Across the board, partners commented on the high transaction costs of working with the United Kingdom, echoing the 2014 peer review findings. This is despite the introduction of the Smart Rules in 2015, through which the number of rules reduced from over 200 to 37 and Senior Responsible Owners were empowered to make decisions within a framework of guiding principles, performance expectations and accountability.

The 10 Smart Rules Principles encourage staff to do things differently to deliver better outcomes and learn lessons; to be ready to propose difficult, transformational programmes in high-risk environments; and to use judgement to present reasoned, evidence- and risk-based proposals. Value for Money guidance issued by Treasury and DFID recognises strategic partnerships, encourages flexibility for programmes to adapt and emphasises the importance of considering longer term change in addition to immediate outputs. However, partners find that these good intentions are diluted through the system and many describe DFID as highly engaged but with a culture that is focused on compliance and control.

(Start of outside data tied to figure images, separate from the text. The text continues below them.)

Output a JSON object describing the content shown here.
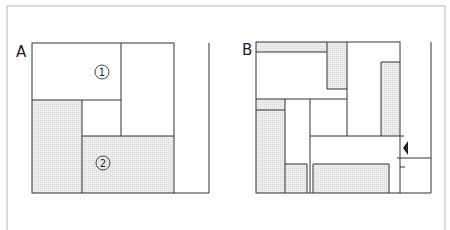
{
  "figure": {
    "frame_color": "#b5b5b5",
    "line_color": "#333333",
    "shade_color": "#e2e2e2",
    "panels": [
      {
        "id": "A",
        "label": "A",
        "markers": [
          {
            "id": "1",
            "text": "1"
          },
          {
            "id": "2",
            "text": "2"
          }
        ]
      },
      {
        "id": "B",
        "label": "B",
        "arrow": "left-pointing-triangle"
      }
    ]
  }
}
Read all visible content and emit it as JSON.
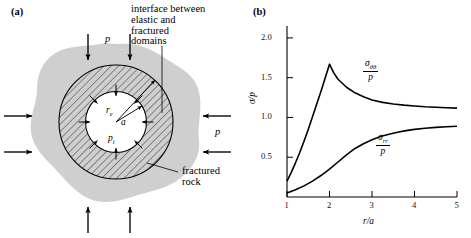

Although programmes adapt in response to new evidence or annual review findings, heavy due diligence, forecasting and reporting requirements discourage partners from being agile and responsive. In higher risk environments, such as Jordan, due diligence and oversight are more intense but it is precisely when risks are higher that partners need to be agile and nimble, with the UK government willing to assume more risk. While many partners acknowledge that DFID requirements have introduced efficiencies and new ways of working, they feel that both DFID and partners would benefit from a shared approach to risk management and learning from programmes. An initiative underway to streamline DFID’s operational model may be helpful in supporting the move towards system-wide use of adaptive management. Reinforcing the message that responsibility for risk-based management ultimately lies with senior management at country level or in headquarters, rather than with project managers, should reduce the default to compliance and create the space needed for more informed and innovative risk management.

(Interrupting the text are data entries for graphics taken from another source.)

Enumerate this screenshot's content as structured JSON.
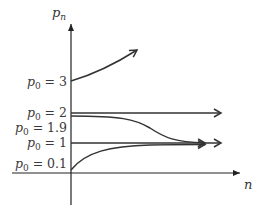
{
  "diagram": {
    "type": "sequence-convergence-plot",
    "y_axis_label": "p",
    "y_axis_label_sub": "n",
    "x_axis_label": "n",
    "initial_values": [
      {
        "label_var": "p",
        "label_sub": "0",
        "label_eq": " = 3",
        "value": 3,
        "behavior": "diverges upward"
      },
      {
        "label_var": "p",
        "label_sub": "0",
        "label_eq": " = 2",
        "value": 2,
        "behavior": "constant"
      },
      {
        "label_var": "p",
        "label_sub": "0",
        "label_eq": " = 1.9",
        "value": 1.9,
        "behavior": "decreases to 1"
      },
      {
        "label_var": "p",
        "label_sub": "0",
        "label_eq": " = 1",
        "value": 1,
        "behavior": "constant"
      },
      {
        "label_var": "p",
        "label_sub": "0",
        "label_eq": " = 0.1",
        "value": 0.1,
        "behavior": "increases to 1"
      }
    ],
    "colors": {
      "curve": "#333333",
      "axis": "#222222",
      "text": "#3a3a3a"
    }
  }
}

DFID was one of the first donors to advocate for new solutions to development challenges, backed by some of the first challenge funds. Its innovation portfolio has now reached significant scale, breadth, depth and maturity and a number of ideas, such as mobile finance, have been brought to scale with impressive results. Innovation is a focus in around 50 different DFID programme components with initiatives ranging from challenge funds, to venture capital-style investing via the Global Innovation Fund, to ecosystem support such as the forthcoming Africa Technology and Innovation Partnerships programme. Over a 10-year period, DFID has invested over USD 1.9 billion (GBP 1.5 billion) in innovation-related programming across 10 sectors to support projects in 60 different countries, with the majority centred on Sub-Saharan Africa and South Asia. In addition to success with specific innovations, the United Kingdom’s portfolio in Jordan demonstrates how fresh thinking and political leadership can lead the United Kingdom to adopt new and effective approaches (Annex C).

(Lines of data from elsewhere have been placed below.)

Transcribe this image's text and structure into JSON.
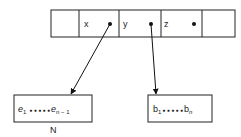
{
  "record": {
    "cells": [
      {
        "label": "",
        "has_pointer": false
      },
      {
        "label": "x",
        "has_pointer": true
      },
      {
        "label": "y",
        "has_pointer": true
      },
      {
        "label": "z",
        "has_pointer": true
      },
      {
        "label": "",
        "has_pointer": false
      }
    ]
  },
  "left_box": {
    "first": "e",
    "first_sub": "1",
    "dots": "● ● ● ● ●",
    "last": "e",
    "last_sub": "n − 1",
    "caption": "N"
  },
  "right_box": {
    "first": "b",
    "first_sub": "1",
    "dots": "● ● ● ● ●",
    "last": "b",
    "last_sub": "n"
  },
  "arrows": [
    {
      "from": "x",
      "to": "left_box"
    },
    {
      "from": "y",
      "to": "right_box"
    }
  ]
}
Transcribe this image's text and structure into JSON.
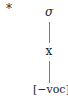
{
  "diagram": {
    "marker": "*",
    "tiers": [
      {
        "label": "σ",
        "role": "syllable-node"
      },
      {
        "label": "x",
        "role": "timing-slot"
      },
      {
        "label": "[−voc]",
        "role": "feature-bundle"
      }
    ],
    "associations": [
      [
        "σ",
        "x"
      ],
      [
        "x",
        "[−voc]"
      ]
    ]
  }
}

DFID is building the capacity of its country teams to engage in innovation, with a particular focus on technology4. A performance management system “Being My Best” introduced in 2018 has awards for staff demonstrating core DFID values and behaviours. One of the recognised behaviours is “encouraging innovation, and measured risks – then failing fast, adapting quickly, and sharing learning”. This is a positive step in building a culture of innovation as DFID aspires to do. A strategic narrative on innovation that clearly sets out where, when and why innovation should be pursued would be helpful in positioning innovation at the core of DFID’s culture and values.

Innovators, implementers and investors find that getting Treasury approval and political cover for risk-taking requires an unrealistic level of clarity at a very early stage, stifling the space for innovation and adaptive management. Although many identified the United Kingdom as an important source of ideas and evidence, DFID was not always their first choice of donor to approach with an innovative or high-risk proposal. In addition, they noted few examples of DFID’s explicit commitment to discuss failure (DFID, 2014[9]) being borne out in practice.

The United Kingdom continues to attract and retain committed and experienced staff with appropriate skills and expertise5. In particular, DFID’s knowledge and evidence are recognised as an asset for the entire development community. Knowledge and learning flow easily between DFID’s 1 500 advisers (Table 4.2), who are organised into cadres related to their main discipline, each with a head of profession. As a result, policies and programmes remain updated and relevant. Since the last review, the programme management cadre has risen in stature with a dedicated head of profession.

Civil service reform priorities in the United Kingdom include improving commercial knowledge, digital skills and diversity across the system. DFID has been proactive in identifying measures to increase the diversity of its staff. A group of 50 individuals across the organisation, known as the Fab 50, have volunteered to work on transforming the diversity and inclusion of DFID. Recruitment campaigns in under-represented regions and universities and provisions to support people living with disability to pursue their careers have yielded results – in 2018, 13.4% of home-based civil servants declared a disability and 14.4% identified as Black, Asian and Minority Ethnic, above the civil service averages of 10% and 12% respectively (DFID, 2018[13]). Half of DFID Senior Civil Service posts are held by women, and pilots are underway to test whether senior posts can be opened to flexible and part time working (DFID, 2019[14]).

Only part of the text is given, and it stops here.